A 2023 Hyundai i10 with around 16,521 miles is worth roughly £9,750 today (typical range £8,800–£10,700). Dealer forecourt prices sit higher and part-exchange offers lower; newer or lower-mileage examples cost more.
How quickly does the Hyundai i10 depreciate?
A new Hyundai i10 typically loses about 37% of its value over the first three years, then depreciates more slowly. Buying at three to five years old avoids the steepest part of the curve.
What insurance group is the Hyundai i10?
The Hyundai i10 sits in insurance group 8 of 50 — the cheaper end of the scale. Exact premiums depend on the trim (some versions sit a few groups higher or lower), your age, postcode and no-claims history.
What goes wrong on a used Hyundai i10?
The most common age-related issues we track for the Hyundai i10 are: brakes (typically around over 100k miles, £150-£500 to put right); tyres & wheels (typically around over 100k miles, £80-£500 to put right); suspension (typically around over 100k miles, £150-£450 to put right). A full service history and a recent MOT with no advisories are the best protection.

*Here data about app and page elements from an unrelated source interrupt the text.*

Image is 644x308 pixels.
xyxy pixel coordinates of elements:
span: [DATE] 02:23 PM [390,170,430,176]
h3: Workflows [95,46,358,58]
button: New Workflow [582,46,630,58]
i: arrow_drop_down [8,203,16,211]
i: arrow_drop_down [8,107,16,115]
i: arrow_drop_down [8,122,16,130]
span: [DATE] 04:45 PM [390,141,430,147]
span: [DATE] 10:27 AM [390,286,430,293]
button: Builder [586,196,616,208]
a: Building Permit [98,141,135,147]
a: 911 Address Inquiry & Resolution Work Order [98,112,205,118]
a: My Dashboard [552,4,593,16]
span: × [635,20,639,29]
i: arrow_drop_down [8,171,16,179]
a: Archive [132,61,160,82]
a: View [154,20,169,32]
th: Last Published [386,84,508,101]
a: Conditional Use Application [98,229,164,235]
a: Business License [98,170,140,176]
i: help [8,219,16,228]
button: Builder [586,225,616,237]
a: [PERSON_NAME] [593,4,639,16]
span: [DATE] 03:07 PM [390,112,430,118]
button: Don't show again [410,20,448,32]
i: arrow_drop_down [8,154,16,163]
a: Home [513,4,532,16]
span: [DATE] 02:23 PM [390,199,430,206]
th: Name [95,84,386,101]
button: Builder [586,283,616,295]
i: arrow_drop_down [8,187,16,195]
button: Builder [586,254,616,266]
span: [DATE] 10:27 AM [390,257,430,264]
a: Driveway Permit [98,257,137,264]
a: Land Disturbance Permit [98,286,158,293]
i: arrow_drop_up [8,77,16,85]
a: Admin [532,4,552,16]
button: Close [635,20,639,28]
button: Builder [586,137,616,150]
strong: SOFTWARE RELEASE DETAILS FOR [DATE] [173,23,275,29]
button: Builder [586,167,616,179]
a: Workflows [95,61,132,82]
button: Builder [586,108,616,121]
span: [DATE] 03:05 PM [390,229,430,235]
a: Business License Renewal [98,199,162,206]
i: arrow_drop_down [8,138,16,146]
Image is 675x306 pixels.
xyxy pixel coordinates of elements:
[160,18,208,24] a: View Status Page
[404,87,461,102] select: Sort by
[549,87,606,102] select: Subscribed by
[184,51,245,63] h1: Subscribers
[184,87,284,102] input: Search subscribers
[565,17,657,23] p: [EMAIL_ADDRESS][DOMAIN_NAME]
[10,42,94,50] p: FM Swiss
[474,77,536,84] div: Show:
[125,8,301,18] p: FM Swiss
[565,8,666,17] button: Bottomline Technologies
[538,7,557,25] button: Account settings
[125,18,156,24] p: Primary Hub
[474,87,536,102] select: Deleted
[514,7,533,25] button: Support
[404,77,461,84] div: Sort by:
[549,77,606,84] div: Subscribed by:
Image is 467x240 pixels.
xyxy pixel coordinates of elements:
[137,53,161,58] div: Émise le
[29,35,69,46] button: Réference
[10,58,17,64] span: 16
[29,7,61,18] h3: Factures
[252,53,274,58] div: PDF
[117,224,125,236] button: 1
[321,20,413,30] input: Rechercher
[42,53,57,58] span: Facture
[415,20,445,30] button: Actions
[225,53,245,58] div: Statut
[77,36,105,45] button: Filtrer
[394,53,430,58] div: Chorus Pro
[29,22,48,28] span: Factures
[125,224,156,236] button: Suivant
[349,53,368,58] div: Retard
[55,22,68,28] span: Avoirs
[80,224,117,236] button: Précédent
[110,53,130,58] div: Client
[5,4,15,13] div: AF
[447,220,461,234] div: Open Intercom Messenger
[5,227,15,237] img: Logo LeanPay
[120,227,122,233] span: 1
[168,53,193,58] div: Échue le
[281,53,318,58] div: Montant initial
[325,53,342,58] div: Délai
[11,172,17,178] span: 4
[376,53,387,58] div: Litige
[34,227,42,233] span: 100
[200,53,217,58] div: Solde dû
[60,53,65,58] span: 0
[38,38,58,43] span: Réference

What does the Hyundai i10 cost to run?
Expect around 52 mpg combined, £195 a year in road tax, about £185 for a standard annual service. The full cost-of-ownership table above breaks this down per year and per mile for the exact year and mileage you choose.

Answers are generated from this car's Forecourt data — DVSA MOT records, DfT licensing statistics and our valuation model — and update with the weekly data refresh.